We've chosen to htons/ntohs explicitly on reading and writing
(I do not know why). But as READWRITE already does an endian swap
on big endian, this means the port number gets switched around,
which was what we were trying to avoid in the first place. So
to make this compatible, serialize it as FLATDATA.
- Detect endian instead of stopping configure on big-endian
- Add `byteswap.h` and `endian.h` header for compatibility with
Windows and other operating systems that don't come with them
- Update `crypto/common.h` functions to use compat
endian header
This was added a while ago for testing purposes, but was never intended to be
used. Remove it until upstream libsecp256k1 decides that verification is
stable/ready.
These dialogs will be something that people occasionally open, not keep
open during their session, so just popping it up in a sensible place
is good enough. Remembering only creates potential issues, like spawning
it outside the current screen area.
On Ubuntu this causes the dialogs to be positioned in the
middle of the main dialog, so I didn't add code for that. YMMV.
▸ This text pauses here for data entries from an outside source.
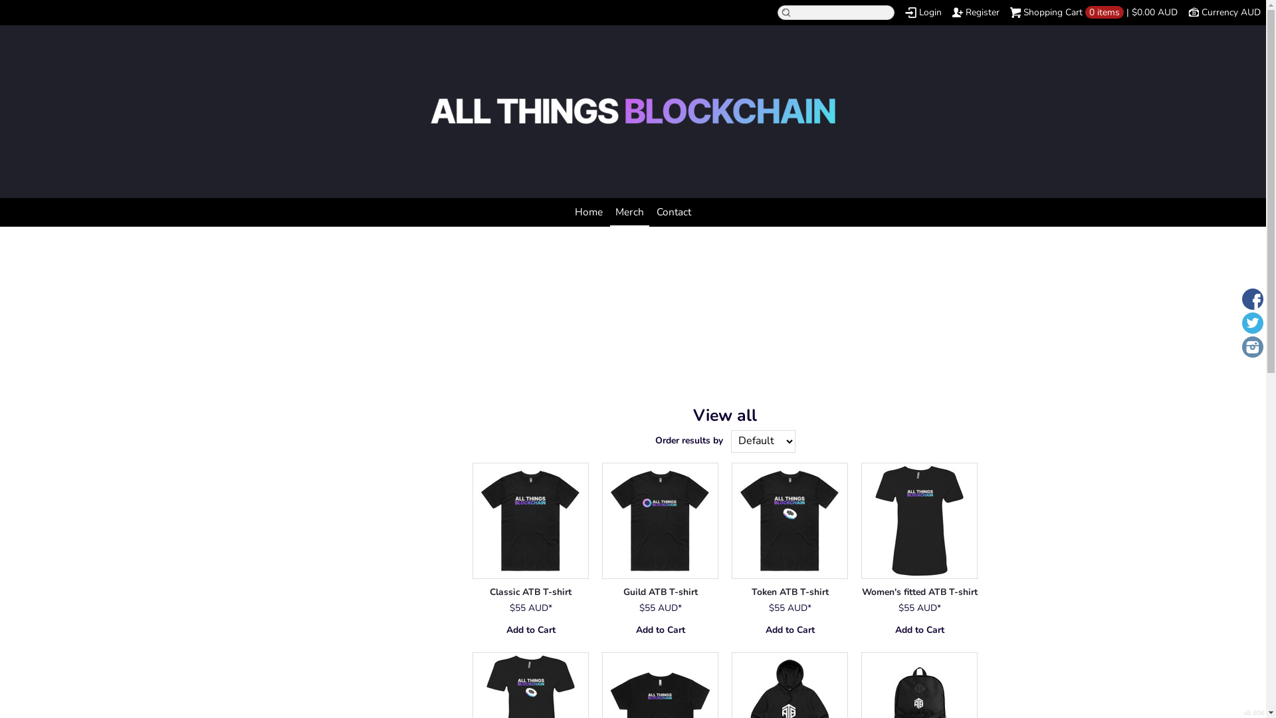 Image resolution: width=1276 pixels, height=718 pixels. I want to click on Currency AUD, so click(1225, 13).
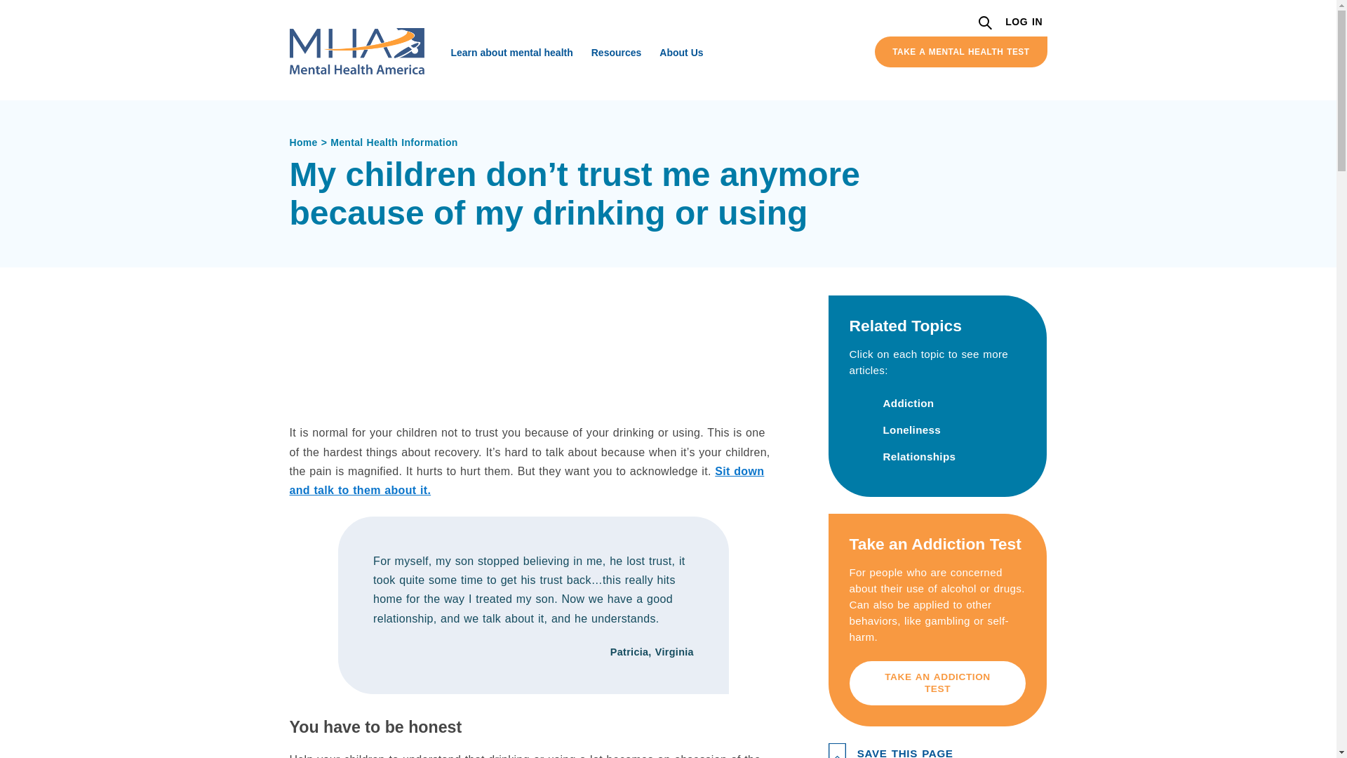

Inspired by github pull #5777 by @L-Cranston-Shadow
32eaf8a WIN32 Seed Cleanup: Move nLastPerfmon behind win32 ifdef. Code to avoid calling Perfmon too often is only needed when perfmon is actually going to get called. This is not intended to make any functional difference in the addition of entropy to the random pool. (21E14)
Code to avoid calling Perfmon too often is only needed when perfmon is actually going to get called.
This is not intended to make any functional difference in the addition of entropy to the random pool.
For Gitian releases:
- Windows builds remain unchanged. libstdc++ was already linked statically.
- OSX builds remain unchanged. libstdc++ is tied to the SDK and not worth
messing with.
- Linux builds now statically link libstdc++.
For Travis:
- Match the previous behavior by adding --enable-reduce-exports as
necessary.
- Use static libstdc++ for the full Linux build.
Backwards-compatibility for libstdc++ is not limited to straightforward abi
changes. Symbol visibility also needs to be taken into consideration, and
that really can't be addressed simply.
Instead, just static-link libstdc++ for backwards-compat.
This is really a packager's option. While it's helpful to encourage devs to
test this option for daily builds, it's not reliable in several real-world
use-cases. Some older libstdc++ runtimes (freebsd 9, debian wheezy, for
example) fail to properly catch exceptions due to mismatched type_info.
See https://gcc.gnu.org/bugzilla/show_bug.cgi?id=19664 for more info.
Split GetNextWorkRequired() into two functions to allow the difficulty calculations to
be tested without requiring a full blockchain.
Add unit tests to cover basic difficulty calculation, plus each of the min/max actual
time, and maximum difficulty target conditions.